CoursesDocker in depthOrchestration with Swarm

Swarm mode & architecture

Managers, workers, and the raft log.

Intermediate14 min · lesson 16 of 30

Compose runs a stack on one machine; Swarm turns a group of Docker hosts into a single cluster you drive with the same docker CLI. You initialize a swarm on one node, join others with a token, and from then on you deploy services to the swarm rather than containers to a host — the swarm decides which node runs what and keeps it running. It is Docker’s built-in orchestrator: lighter than Kubernetes and built from concepts you already know.

terminal
$ docker swarm init --advertise-addr 10.0.1.10
Swarm initialized: current node (abc123) is now a manager.
To add a worker: docker swarm join --token SWMTKN-1-xxxx 10.0.1.10:2377
$ docker node ls # on a manager: the whole cluster at a glance
ID HOSTNAME STATUS AVAILABILITY MANAGER STATUS
abc123 * mgr-1 Ready Active Leader
def456 node-1 Ready Active

Managers and workers

Nodes have two roles. Managers hold cluster state and make scheduling decisions, keeping that state consistent with the Raft consensus algorithm — which is why you run an odd number (3 or 5) so a majority is always reachable. Workers just run assigned tasks. Managers are workers too by default, but in production you keep a small, dedicated manager quorum and let workers scale out.

Swarm roles
managers (odd count — Raft quorum)
store desired state
in the replicated Raft log
schedule tasks
decide who runs what
serve the API
you talk to a manager
workers (scale out)
run tasks
the actual containers
report status
back to the managers
3 managers tolerate 1 failure, 5 tolerate 2. Lose the manager majority and the swarm can no longer schedule.

Scenario: take a node down for maintenance

You need to patch node-1 without dropping its workloads or risking the cluster. Drain it — Swarm reschedules its tasks elsewhere and stops placing new ones there — do the maintenance, then set it Active again. If it is a manager you are removing for good, demote it first so the Raft quorum math stays sound (keep the count odd). Promotion and demotion move nodes between roles without rebuilding them.

terminal
$ docker node update --availability drain node-1 # evacuate its tasks
$ docker node ps node-1 # confirm nothing runs there
# ...patch the host...
$ docker node update --availability active node-1 # back into rotation
$ docker node promote node-2 # make a worker a manager
$ docker node demote mgr-3 # step a manager down first

The model is the one Kubernetes uses: you declare desired state — three replicas of this service — and the swarm continuously reconciles reality toward it. A service becomes a set of tasks, each task is one container, and if a task or a whole node dies, the managers schedule replacements to restore the count. You describe the what; the orchestrator handles the how.

Raft quorum is non-negotiable
Managers need a majority to make any decision, so the count must be odd — three tolerate one failure, five tolerate two; an even count buys nothing. Lose the majority (two of three managers down) and the swarm goes read-only: running tasks keep running, but nothing new schedules until quorum returns. Never run exactly two managers.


Across the entries that follow, work out the number of lines containing the string "DATE", and state it alone.
+-------+
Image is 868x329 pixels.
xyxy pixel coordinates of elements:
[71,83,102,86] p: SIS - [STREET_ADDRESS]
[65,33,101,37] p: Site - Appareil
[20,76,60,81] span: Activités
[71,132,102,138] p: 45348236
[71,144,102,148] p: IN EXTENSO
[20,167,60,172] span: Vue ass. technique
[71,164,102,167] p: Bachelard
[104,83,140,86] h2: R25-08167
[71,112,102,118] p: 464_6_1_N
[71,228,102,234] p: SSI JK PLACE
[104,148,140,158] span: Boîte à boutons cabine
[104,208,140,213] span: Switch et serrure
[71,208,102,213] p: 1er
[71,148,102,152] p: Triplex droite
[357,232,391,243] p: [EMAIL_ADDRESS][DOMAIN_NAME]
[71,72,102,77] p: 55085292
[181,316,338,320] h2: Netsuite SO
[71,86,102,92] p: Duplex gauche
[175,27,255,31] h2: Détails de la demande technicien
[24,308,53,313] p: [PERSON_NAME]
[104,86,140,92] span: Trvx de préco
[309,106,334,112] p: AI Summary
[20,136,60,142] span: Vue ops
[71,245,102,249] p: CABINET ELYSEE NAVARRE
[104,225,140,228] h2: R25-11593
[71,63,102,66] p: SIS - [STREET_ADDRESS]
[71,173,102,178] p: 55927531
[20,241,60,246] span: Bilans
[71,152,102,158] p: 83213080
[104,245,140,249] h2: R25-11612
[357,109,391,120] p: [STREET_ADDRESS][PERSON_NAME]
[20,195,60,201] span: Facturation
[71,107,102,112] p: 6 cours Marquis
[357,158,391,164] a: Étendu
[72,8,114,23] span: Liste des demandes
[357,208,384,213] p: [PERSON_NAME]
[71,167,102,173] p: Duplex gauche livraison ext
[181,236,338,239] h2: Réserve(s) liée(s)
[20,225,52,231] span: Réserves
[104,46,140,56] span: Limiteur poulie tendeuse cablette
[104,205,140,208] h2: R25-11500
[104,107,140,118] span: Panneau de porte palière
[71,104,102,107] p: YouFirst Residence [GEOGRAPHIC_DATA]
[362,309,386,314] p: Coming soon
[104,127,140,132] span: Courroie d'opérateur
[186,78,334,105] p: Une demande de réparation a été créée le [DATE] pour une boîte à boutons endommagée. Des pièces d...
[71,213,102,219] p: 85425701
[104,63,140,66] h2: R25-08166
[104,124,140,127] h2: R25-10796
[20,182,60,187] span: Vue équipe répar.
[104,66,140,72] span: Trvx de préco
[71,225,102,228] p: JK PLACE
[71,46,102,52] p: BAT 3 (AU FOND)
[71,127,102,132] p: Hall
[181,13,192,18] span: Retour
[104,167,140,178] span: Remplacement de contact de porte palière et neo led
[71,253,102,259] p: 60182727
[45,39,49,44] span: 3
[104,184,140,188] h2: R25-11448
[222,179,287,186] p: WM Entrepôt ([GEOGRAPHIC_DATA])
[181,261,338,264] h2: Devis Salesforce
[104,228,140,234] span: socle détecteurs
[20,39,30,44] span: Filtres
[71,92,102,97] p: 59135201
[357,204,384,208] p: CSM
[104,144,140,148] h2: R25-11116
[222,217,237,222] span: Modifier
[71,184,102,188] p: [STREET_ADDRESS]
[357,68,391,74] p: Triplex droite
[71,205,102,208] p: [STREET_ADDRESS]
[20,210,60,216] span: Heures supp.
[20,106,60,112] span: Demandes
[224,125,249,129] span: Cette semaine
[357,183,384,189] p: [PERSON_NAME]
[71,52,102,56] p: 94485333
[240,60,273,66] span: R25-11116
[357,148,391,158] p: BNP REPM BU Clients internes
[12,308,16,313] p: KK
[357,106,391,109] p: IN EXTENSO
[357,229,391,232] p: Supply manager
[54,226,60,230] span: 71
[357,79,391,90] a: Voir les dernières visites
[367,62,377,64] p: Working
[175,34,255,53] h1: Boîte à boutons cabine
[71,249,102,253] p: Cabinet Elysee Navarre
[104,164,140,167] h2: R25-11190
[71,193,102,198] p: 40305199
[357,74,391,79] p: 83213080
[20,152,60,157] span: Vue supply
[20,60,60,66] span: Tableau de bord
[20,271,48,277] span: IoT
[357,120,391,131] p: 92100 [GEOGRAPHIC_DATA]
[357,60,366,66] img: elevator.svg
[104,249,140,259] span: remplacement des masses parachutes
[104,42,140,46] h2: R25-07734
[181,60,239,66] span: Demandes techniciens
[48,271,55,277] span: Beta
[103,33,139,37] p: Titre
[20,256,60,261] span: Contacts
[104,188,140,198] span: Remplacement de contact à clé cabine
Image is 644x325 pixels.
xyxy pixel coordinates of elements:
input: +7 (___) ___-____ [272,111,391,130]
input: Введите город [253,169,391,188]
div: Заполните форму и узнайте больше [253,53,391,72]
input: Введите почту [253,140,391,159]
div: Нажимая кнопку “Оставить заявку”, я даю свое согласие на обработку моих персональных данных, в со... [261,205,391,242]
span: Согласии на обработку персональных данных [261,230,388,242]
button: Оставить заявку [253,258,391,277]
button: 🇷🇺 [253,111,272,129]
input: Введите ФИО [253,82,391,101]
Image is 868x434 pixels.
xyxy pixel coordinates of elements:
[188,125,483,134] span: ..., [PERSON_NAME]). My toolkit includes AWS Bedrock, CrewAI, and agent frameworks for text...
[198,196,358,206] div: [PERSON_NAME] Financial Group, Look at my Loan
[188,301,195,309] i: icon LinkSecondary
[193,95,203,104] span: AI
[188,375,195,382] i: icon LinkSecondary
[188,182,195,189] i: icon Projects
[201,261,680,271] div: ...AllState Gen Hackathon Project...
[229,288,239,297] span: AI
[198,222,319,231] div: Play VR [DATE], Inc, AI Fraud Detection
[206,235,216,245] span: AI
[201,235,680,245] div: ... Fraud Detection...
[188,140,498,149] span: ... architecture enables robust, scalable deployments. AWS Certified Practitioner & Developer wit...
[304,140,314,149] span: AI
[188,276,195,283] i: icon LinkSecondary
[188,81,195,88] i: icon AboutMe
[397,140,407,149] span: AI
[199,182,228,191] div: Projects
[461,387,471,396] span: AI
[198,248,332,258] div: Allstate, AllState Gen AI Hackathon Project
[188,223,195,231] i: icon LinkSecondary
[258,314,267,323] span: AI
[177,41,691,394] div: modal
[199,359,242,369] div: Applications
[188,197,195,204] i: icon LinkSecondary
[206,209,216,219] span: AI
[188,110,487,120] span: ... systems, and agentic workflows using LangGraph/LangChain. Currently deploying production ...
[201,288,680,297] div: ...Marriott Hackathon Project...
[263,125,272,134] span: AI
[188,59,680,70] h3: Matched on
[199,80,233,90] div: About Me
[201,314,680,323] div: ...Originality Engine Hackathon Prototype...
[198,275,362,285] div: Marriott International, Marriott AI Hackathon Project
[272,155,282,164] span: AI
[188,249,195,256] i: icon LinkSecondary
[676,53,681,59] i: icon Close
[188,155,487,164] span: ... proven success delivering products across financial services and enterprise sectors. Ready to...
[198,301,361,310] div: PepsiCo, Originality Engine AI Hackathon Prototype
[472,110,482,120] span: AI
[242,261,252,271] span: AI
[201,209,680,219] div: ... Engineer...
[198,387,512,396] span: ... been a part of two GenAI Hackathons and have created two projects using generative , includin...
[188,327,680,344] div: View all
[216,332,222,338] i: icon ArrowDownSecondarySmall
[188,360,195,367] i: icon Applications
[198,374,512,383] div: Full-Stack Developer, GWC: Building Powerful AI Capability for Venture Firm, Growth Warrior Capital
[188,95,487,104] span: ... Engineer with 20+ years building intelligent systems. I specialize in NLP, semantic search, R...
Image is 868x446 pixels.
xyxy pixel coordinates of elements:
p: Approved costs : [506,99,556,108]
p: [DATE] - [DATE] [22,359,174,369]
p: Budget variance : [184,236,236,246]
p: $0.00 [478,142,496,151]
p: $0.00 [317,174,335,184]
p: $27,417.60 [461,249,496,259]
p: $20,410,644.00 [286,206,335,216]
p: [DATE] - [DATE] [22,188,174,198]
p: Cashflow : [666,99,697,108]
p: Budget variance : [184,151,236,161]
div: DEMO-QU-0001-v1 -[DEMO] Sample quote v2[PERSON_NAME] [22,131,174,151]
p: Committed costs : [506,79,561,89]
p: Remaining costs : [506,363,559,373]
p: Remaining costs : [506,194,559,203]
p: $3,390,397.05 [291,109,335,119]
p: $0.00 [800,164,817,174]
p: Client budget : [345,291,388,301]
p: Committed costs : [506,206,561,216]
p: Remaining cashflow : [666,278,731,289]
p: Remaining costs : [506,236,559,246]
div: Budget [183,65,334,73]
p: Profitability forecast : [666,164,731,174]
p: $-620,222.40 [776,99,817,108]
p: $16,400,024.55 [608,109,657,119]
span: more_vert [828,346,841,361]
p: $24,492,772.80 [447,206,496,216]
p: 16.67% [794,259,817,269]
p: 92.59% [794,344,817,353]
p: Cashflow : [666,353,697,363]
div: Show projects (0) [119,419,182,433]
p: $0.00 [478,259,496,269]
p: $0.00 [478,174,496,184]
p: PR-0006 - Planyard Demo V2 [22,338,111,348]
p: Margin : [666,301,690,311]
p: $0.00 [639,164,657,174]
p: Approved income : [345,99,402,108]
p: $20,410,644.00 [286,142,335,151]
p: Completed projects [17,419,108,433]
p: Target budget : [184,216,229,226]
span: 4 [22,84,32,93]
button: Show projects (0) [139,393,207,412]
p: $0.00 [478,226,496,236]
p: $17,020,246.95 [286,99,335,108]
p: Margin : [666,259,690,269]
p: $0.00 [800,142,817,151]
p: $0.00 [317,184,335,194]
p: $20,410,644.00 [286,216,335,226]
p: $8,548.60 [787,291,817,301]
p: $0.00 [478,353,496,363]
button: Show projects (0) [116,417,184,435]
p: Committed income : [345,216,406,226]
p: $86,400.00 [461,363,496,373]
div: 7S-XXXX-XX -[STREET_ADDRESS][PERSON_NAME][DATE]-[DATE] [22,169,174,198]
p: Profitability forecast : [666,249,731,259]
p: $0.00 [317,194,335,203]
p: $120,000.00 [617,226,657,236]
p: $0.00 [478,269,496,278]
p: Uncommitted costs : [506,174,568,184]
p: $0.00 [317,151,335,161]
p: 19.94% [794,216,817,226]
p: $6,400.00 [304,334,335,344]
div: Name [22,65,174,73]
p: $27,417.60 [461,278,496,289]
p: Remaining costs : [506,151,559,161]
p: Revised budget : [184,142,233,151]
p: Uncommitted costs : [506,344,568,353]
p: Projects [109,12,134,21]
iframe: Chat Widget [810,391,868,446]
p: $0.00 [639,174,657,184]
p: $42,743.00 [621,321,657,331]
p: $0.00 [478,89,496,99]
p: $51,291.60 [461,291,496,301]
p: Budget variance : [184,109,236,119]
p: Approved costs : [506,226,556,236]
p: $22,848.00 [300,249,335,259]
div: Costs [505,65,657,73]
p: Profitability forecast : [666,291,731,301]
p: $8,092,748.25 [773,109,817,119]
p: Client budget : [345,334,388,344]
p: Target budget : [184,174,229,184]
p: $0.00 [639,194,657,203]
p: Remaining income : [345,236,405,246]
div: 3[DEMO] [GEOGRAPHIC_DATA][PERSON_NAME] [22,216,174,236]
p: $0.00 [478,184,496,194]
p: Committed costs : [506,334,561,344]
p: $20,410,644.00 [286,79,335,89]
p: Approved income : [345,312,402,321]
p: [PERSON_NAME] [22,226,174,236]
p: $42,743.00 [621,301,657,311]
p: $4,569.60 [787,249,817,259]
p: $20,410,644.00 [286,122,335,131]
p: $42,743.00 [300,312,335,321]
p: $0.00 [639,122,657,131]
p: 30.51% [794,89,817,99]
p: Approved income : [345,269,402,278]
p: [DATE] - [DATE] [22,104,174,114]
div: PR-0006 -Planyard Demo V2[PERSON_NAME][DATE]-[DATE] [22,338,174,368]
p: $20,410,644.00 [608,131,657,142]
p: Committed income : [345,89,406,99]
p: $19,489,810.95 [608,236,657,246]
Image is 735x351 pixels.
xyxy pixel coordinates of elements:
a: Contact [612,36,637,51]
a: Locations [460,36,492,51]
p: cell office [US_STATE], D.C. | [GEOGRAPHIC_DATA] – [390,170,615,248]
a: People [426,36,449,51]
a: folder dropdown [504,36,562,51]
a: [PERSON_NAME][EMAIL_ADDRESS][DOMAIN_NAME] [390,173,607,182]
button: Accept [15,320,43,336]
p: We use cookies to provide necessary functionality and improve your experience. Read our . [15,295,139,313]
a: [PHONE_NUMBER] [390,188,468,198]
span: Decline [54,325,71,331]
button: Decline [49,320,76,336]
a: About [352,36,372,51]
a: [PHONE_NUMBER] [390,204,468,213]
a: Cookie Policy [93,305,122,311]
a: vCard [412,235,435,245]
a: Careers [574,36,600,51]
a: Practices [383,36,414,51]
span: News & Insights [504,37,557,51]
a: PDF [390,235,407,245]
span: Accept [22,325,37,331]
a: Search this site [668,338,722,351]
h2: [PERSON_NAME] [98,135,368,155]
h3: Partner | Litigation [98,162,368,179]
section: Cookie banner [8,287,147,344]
+-------+
§ Response
7